Naya: I’m sorry.
Jake: You want temporary. You g ot it.
Thirty-eight
You know I love you, but you look like shit.” Felicia opened the front door and wrapped me in a hug. “How are you?”
“I’m fine.”
“Bull, you’ve been a puddle of sad since everything went down.”
“This is the first time you’ve seen me.”
“Am I wrong?”
She wasn’t, but I wasn’t planning to admit the amount of time I’d spent rereading old text messages from Jake and crying. At night when I couldn’t sleep, I replayed every moment we’d spent together, searching for every clue that being apart was the right thing. That didn’t stop me from creeping on his social media.
The day before, there had been new content, and my stomach flipped, seeing him tagged in a photo, a selfie reposted by Gretchen dated seven years earlier. The two were smiling and sitting at a candlelit table. Jake was holding the camera while Gretchen kissed his cheek. They looked kind of perfect together. The caption read Going out for Italian food with this guy tonight. Not quite the same as the honeymoon in Florence, but I’ll take it #TBT. I remembered how much he had avoided this meeting, how being around her put him on edge. But he agreed to go to dinner, so maybe not anymore. I’d added terminate social media connection with Jake to my list but immediately crossed it off, knowing having no connection with him would be worse than seeing things like that on his feed.
I put on my coolest, most confident-sounding rational professor voice. “I’m fine.”
“You don’t have to be,” Felicia shot back. “You trusted a guy for the first time since Davis, and no matter what you say, that was a big deal and I know you’re not fine.”
“All right, I’m not fine, but it’s too late now, right? I screwed it up.”
“Did you try to call him?”
“No,” I answered simply, though I had begun to call him a bunch of times. My pride stopped me from hitting the button to dial. I didn’t think I could handle hearing him say the things he’d texted me, no matter how much I missed his voice.
“Why not?”
“I don’t want to talk about it, Fel.” I sighed, exasperated. “Can I just get that sleeping bag I asked to borrow?”
Her slow sigh told me she was debating whether to let me get away with the subject change. Her audible inhalation communicated that I was off the hook for now. “C’mon. It’s in the living room.”
“Thanks.”
“Are you going camping or something?” Aaron asked from the floor of the living room, where he was building Lego towers with the kids.
“We’re going to this retreat site in the woods, and we’ll be in cabins. It’s for that committee I’m on.” I settled into an armchair across from my friends, pulling the sleeping bag to my chest.
Aaron cocked an eyebrow.
I shrugged. “The president has a thing with being out in nature.” We were supposed to be giving feedback and answering questions the consultants had come up with during their review. That won’t be at all awkward.
“Maybe it’ll be fun. I’d have fun watching all you nerds trying to survive while roughing it.” Aaron planted himself on the other end of the sectional.
Felicia, perched on the arm of the couch, scrubbed her fingers through Aaron’s hair playfully. “You realize you’re a high school math teacher and not a cattle rancher, right, honey?”
“Yes, but I go outside, sometimes.” Aaron laughed, propping his feet on the coffee table. “Will your guy be there? John?”
“Jake—why do you never say his actual name?”
“Because it bugs you. Will he be there?”
“Yes.” Two days in the woods with a man who’s seen me naked. Scratch that, two men who have seen me naked. “Davis, too.”
“Naya!” Felicia sat upright, concern coloring her expression. “You never said he was going to be there. Are you okay being that close to him?”
Aaron shot me a pointed look from across the room, and I knew he’d kept his promise to not tell Felicia about the texts, but he wasn’t happy about it.
I tucked my knees to my chest, choosing to stare at the kids and not my best friend. “I don’t really have a choice.”
Thirty-nine
I searched the parking lot for Jake before climbing out of my car, but I didn’t see him or Carlton in the assembled group outside the main administration building. I did see Jill across the lot and hoped I could stand with her while we waited. Since we were both on this committee, I’d hoped Jill and I might get to know each other better. At thirty-three, I found myself adding make new friends to my list, which was humiliating, but throwing myself into work and hiding out had also meant not making time to socialize. I hadn’t sunken to googling how to make friends as an adult yet, but I saw the search in my future, especially since I was single again.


§ Task directions
Beginning at the line that mentions "Find the location of a particular element.", retype the rest of the records below exactly. Pictures are not part of the copy.

§ Records provided

▼

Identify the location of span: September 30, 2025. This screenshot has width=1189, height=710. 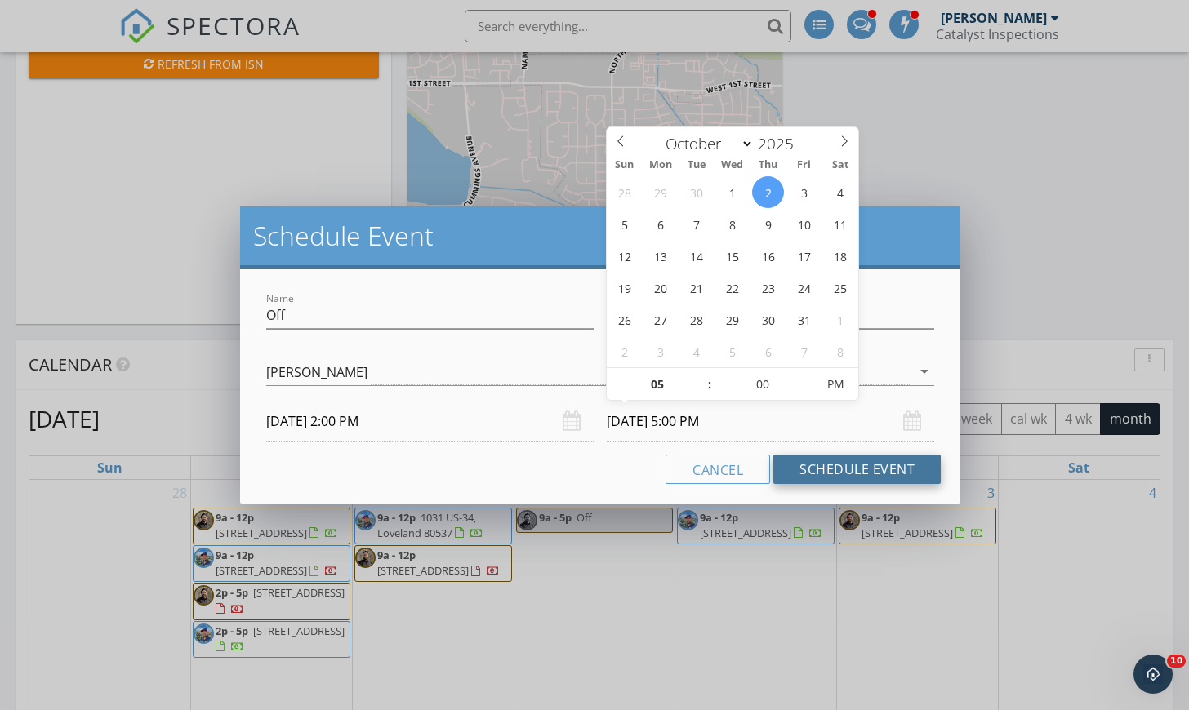
(695, 192).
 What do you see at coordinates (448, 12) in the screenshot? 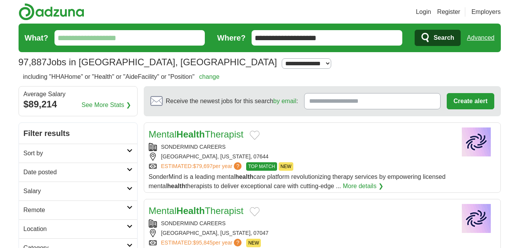
I see `a: Register` at bounding box center [448, 12].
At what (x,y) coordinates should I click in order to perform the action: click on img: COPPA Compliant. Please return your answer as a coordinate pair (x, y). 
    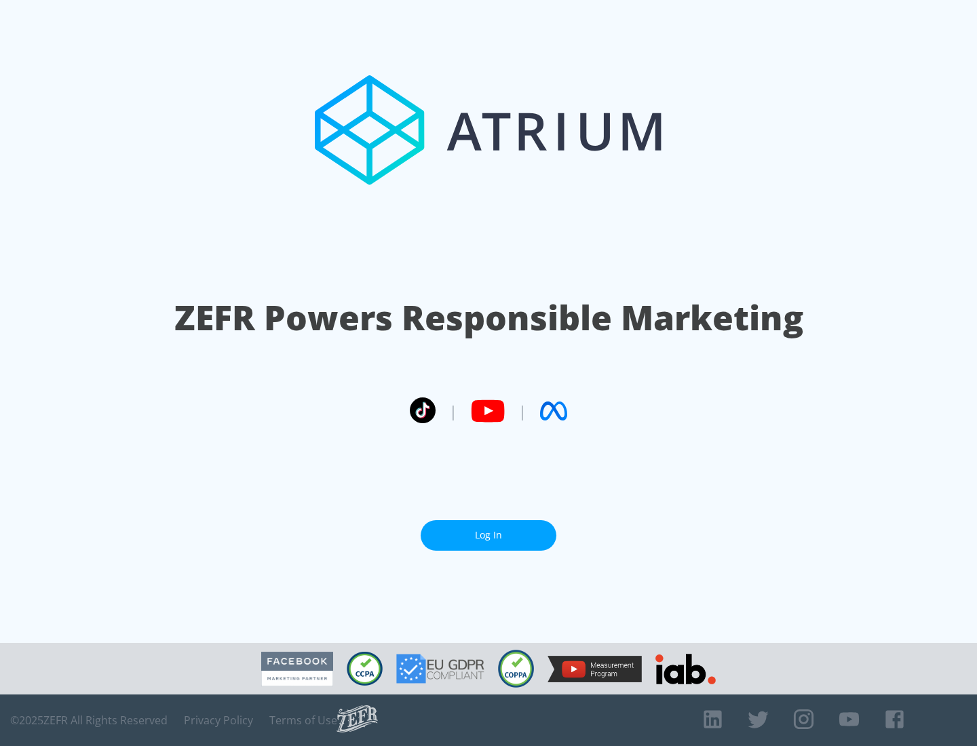
    Looking at the image, I should click on (516, 669).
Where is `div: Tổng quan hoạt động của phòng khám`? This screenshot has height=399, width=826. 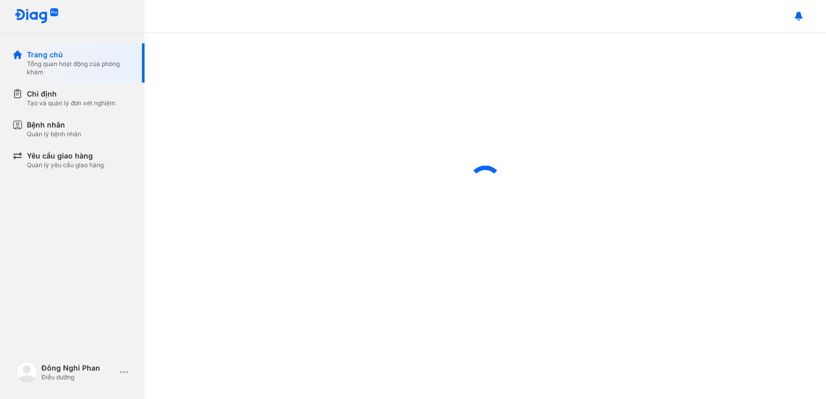 div: Tổng quan hoạt động của phòng khám is located at coordinates (80, 68).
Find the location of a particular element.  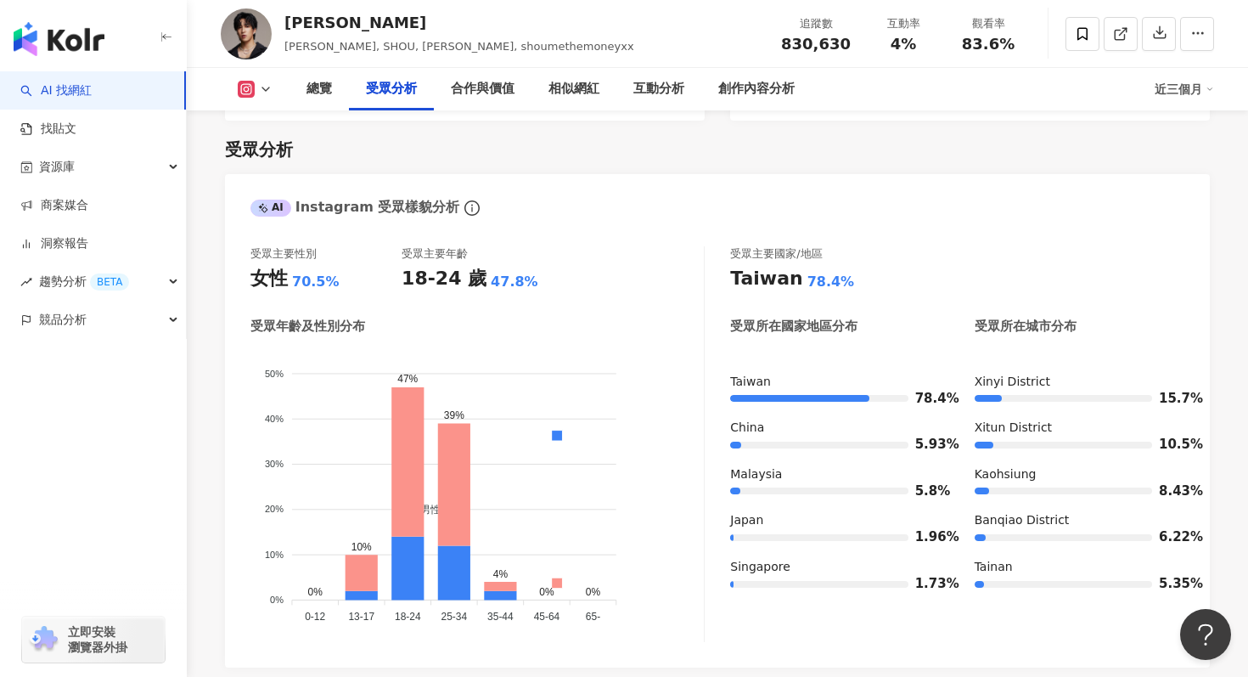

div: 47.8% is located at coordinates (514, 282).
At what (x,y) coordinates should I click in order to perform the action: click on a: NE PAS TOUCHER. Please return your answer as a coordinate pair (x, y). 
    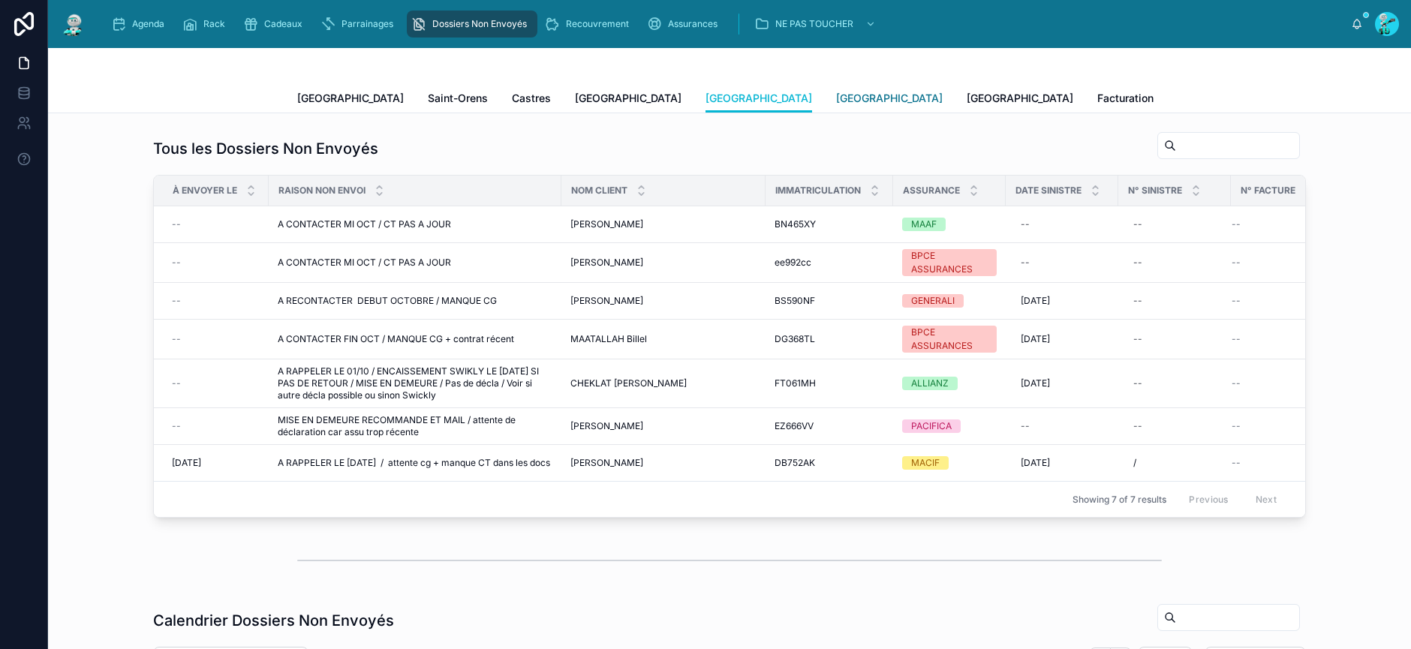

▲

§ Solution below
Find the location of a particular element.  

div: 47.8% is located at coordinates (514, 282).
At what (x,y) coordinates should I click in order to perform the action: click on a: NE PAS TOUCHER. Please return your answer as a coordinate pair (x, y). 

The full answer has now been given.